I started this process because often it seemed clear that an asserted “fact” could not be true, or was, at least, unlikely. Some were so obviously fishy that it surprised me that anyone could take the “fact” seriously.

My restraint in keeping the checking to myself was finally broken when a forwarded message purported to reproduce telegrams between General Douglas MacArthur and President Harry Truman on the eve of the signing of Japan’s surrender at the end of WWII. The author of the piece was not given, but he authoritatively stated that the original telegrams were in Truman’s presidential library and not a word had been changed.

MacArthur, according to the account, sent a telegram to the President that contained what would now be considered racist terms describing the Japanese. Truman responded by telling the General that he could not use such terms with the press because the terms were not “politically correct.” MacArthur then expressed bewilderment at what “politically correct” meant, and Truman replied, according to this account, on September 1, 1945, writing, “Political Correctness is a doctrine, recently fostered by a delusional, illogical minority and promoted by a sick mainstream media, which holds forth the proposition that it is entirely possible to pick up a piece of shit by the clean end!

Do you wonder if Truman actually wrote that? You don’t have to be a genius to question it, but you do have to be a lot less than that to simply accept it. When did you first hear the term “politically correct”? When did you first hear the term “mainstream media”? I punched a few words from the supposed telegraphic exchange into Google, and I found that the inauthenticity of the telegrams had been exposed many times in the last few years. The words had not been written. The telegrams  were not in any Truman archives.

I wrote to my friend who had forwarded me the message: “This is lame. If it is meant to be satire, it fails for lack of humor. If it is supposed to delude people into thinking it is true, anyone with a modicum of historical sensibility or of critical sensibility would never give this unquestioning acceptance. It is sad if this needs debunking, but apparently it does, and it has been debunked many times. For example: http://www.snopes.com/politics/quotes/trumanpc.asp.”
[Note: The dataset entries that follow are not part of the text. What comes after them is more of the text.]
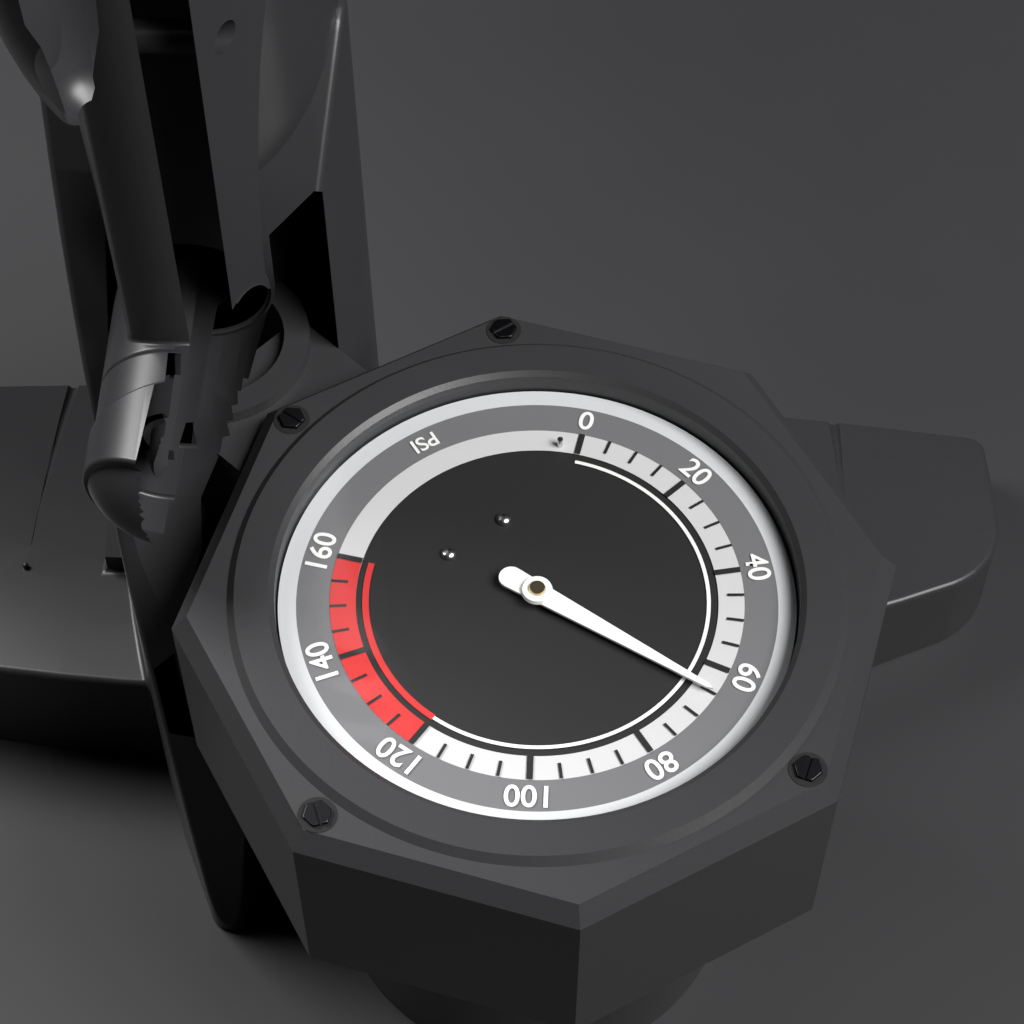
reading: 65 psi
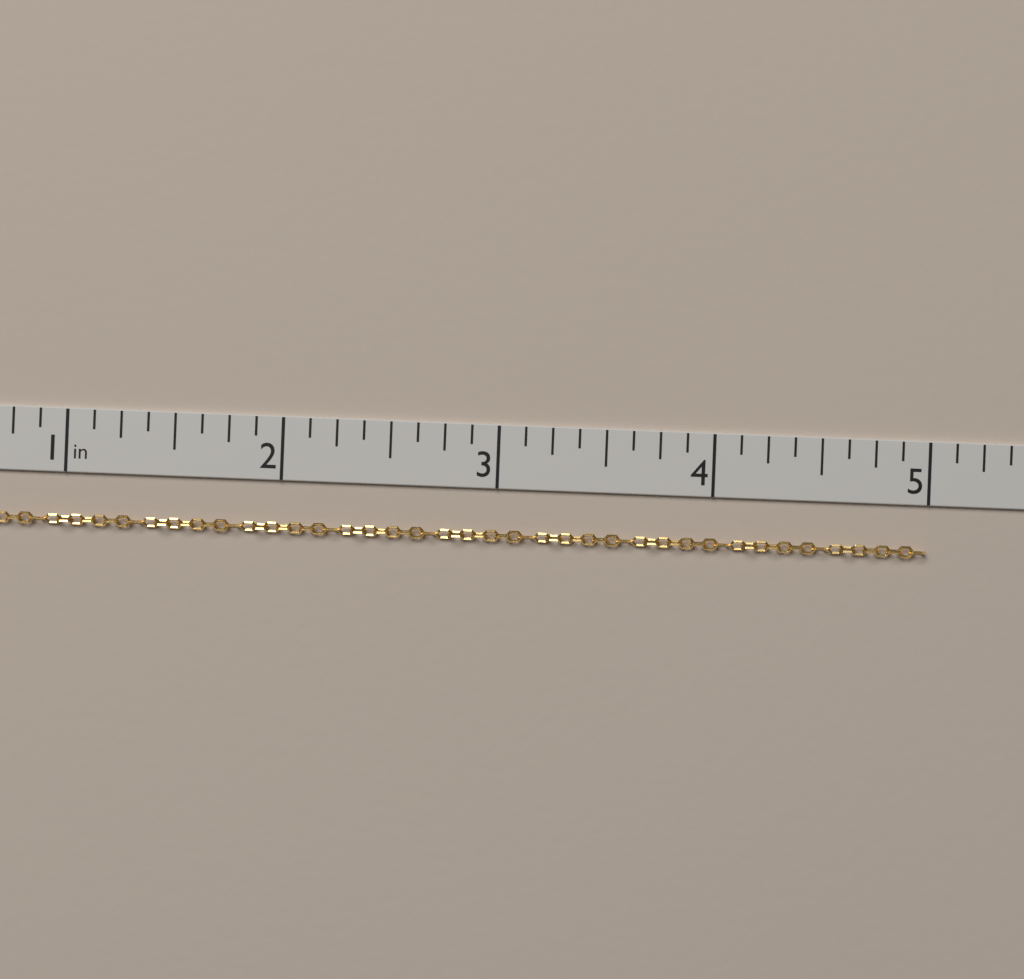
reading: 5.000 in
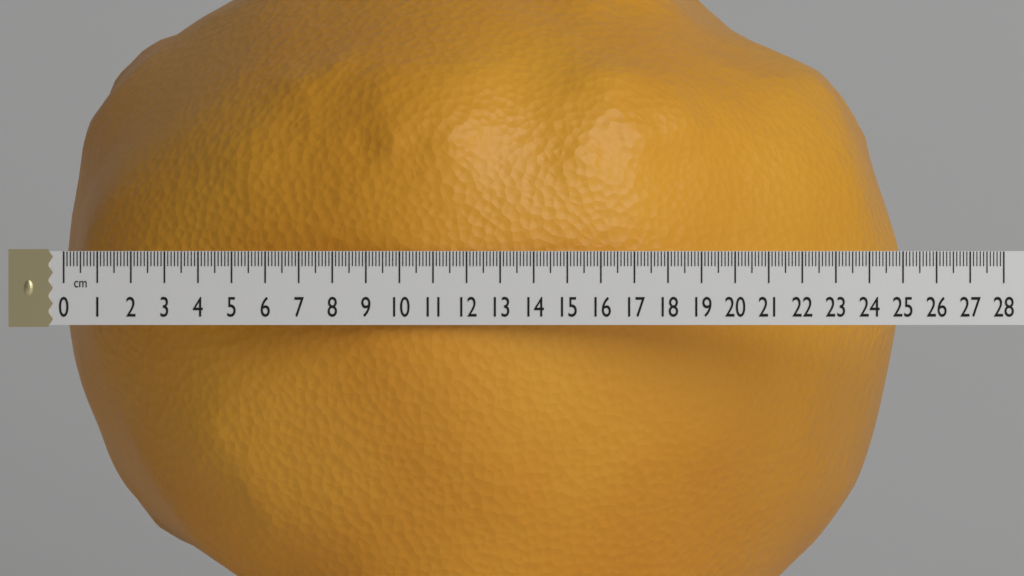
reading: 25.0 cm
I also, however, sent it to recipients of the email that “reproduced” the MacArthur-Truman exchange. I got no response from anyone on that extensive list. Instead, the next email to this group started with an admonition that the emails should not be forwarded to unsympathetic people, and the addresses of the recipients were now blocked. Surprise, surprise! These people did not want to know if what they passed around had been debunked. They were indifferent to the truth. Or in Franfortian terms, they were content to eat bullshit.

This group is not alone in that desire. Many in our society are happy to receive bullshit. Even though it is often easy now to do some checking for accuracy, they don’t do it. They are, too often, indifferent to the truth. If many are willing to consume bullshit, it is not surprising that others are willing to provide it.
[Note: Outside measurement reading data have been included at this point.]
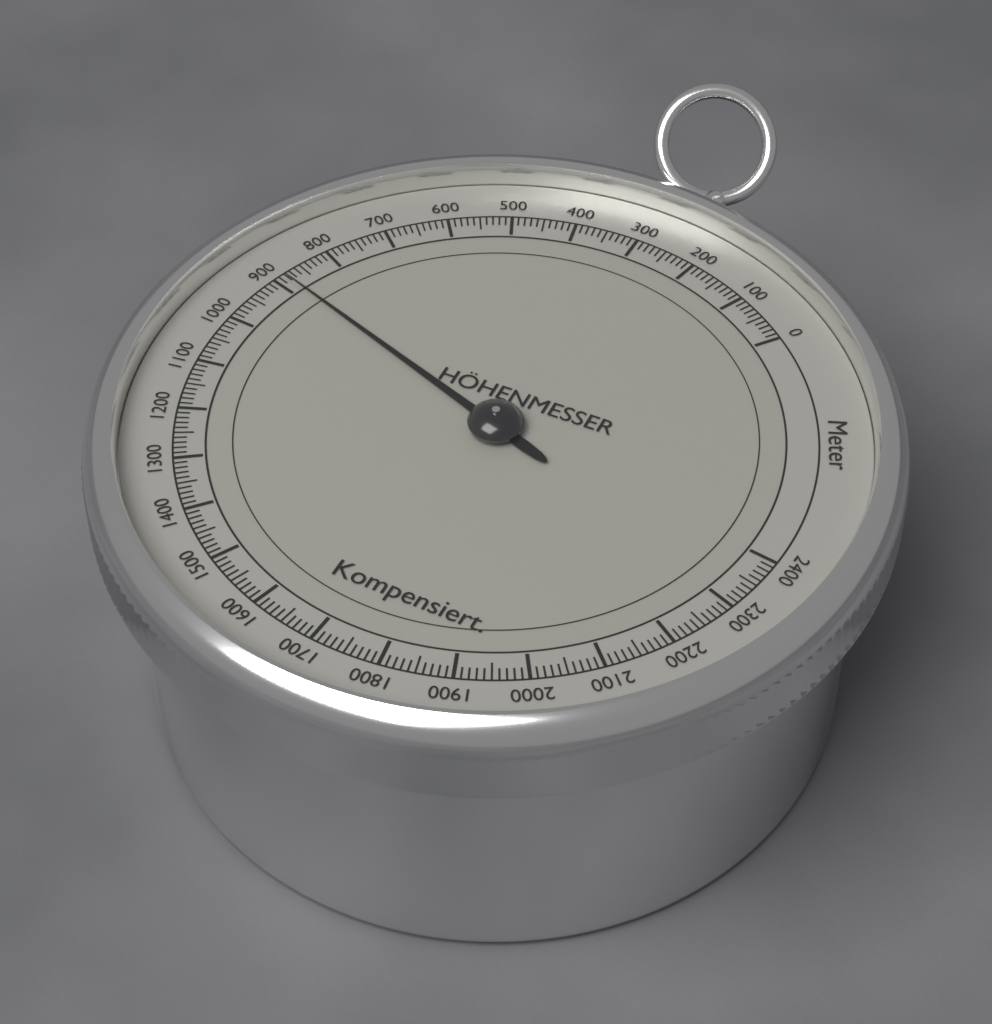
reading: 880 m
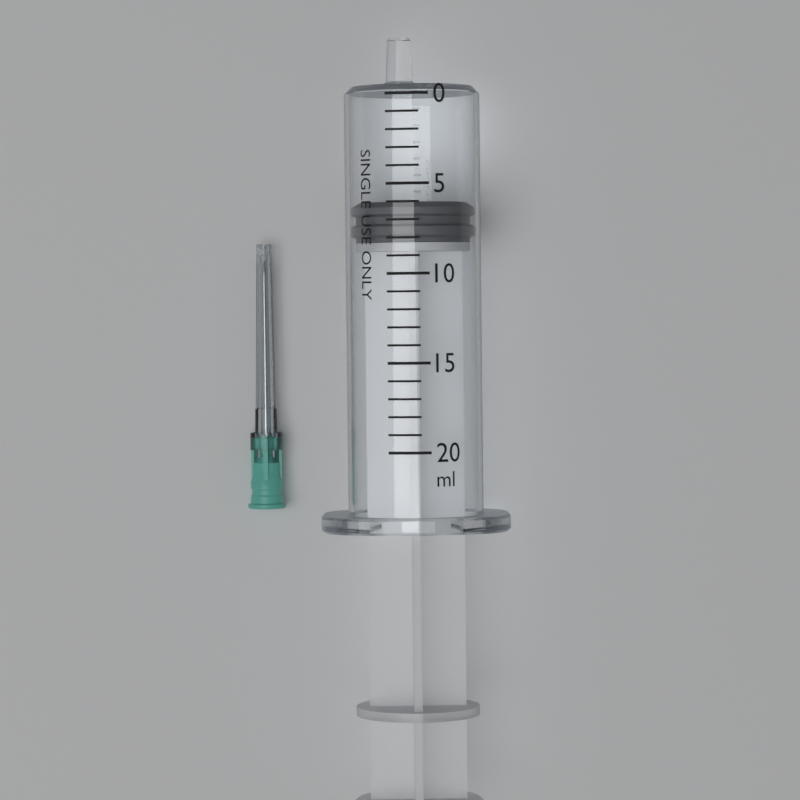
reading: 6 ml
Of course, we get bullshit on many different topics—often about personalities in popular culture, for example—and there is bullshit throughout the political spectrum, but I don’t think it is bullshit to believe that never before have we had a President who has provided so much, so regularly. And perhaps we have never before had so many people not just willing to accept it, but seemingly to desire it.

This should lead us to think about what this pervasive political bullshit culture will do to our country as the steaming bullshit mounds will reach increasingly unprecedented heights in the coming years. For example, Frankfort maintains that cultural conditions and epistemological beliefs can help spread bullshit. It proliferates where it is denied that “we can have reliable access to an objective reality, and which therefore reject the possibility of knowing how things really are.” But isn’t it also likely that the proliferation of bullshit and its acceptance will also lead to more people believing that there is no reliable access to an objective reality and no way of knowing how things truly are? And if that happens, haven’t we entered a bullshit spiral from which we might never escape?

And perhaps after discussing Frankfort’s On Bullshit, the time is nigh to discuss Aaron James’s book, Assholes: A Theory.